Bermuda Triangle: the expose of the century or the end of a beautiful fairy tale (4 photos)
"Was there a boy?" - this is how you can now ask about the legendary Bermuda Triangle.
Over the past hundred years, more than fifty ships and two dozen planes have disappeared in the waters between Florida, Bermuda and the Greater Antilles. The stories have become overgrown with a thick layer of theories: from aliens visiting for a lunch snack to the death of Atlantis and sea monsters who are simply bored.
And so a scientist named Krushelnitsky came out to the public and said a simple, but deadly thing for all mystery hunters: "There is no mysticism. The percentage of accidents and disappearances in the Bermuda Triangle is the same as in any other busy water area." That is, your favorite aliens are sitting around without work in vain.
Facts, unfortunately, are stubborn things. If you take statistics for the Atlantic, then ships sink there regularly: either storms, or human error, or equipment decided to "rest". In the Pacific Ocean, it's the same.
Someone once counted how many disasters happened in the area between Miami and San Juan, turned it into a scary legend, and for decades now people have believed that the ocean square lives by the laws of horror.
Director of RNT after reading this news (joke)
In reality, everything is much more banal. Navigation errors? Yes, please. Unpredictable storms? Of course. Methane emissions from the bottom, due to which ships lose buoyancy? It happens. But this is science, not a paranormal story with UFOs.
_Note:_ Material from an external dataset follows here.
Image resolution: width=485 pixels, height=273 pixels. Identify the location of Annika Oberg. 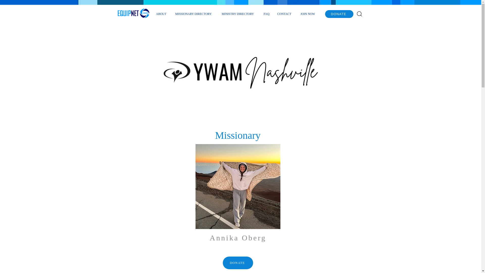
(238, 187).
As a result, the myth is beautiful, the legend is loud, books and films are sold, tour operators make excursions with the view of "touch the anomaly." But in reality, this is just an ordinary piece of ocean, where, as everywhere, a strict rule applies: relax and that's it, you drown.
So the solution to the mystery of the Bermuda Triangle sounds offensively simple: "This is not an anomalous zone, but an ordinary sea crossroads with bad weather and a bunch of mistakes." We counted - wept.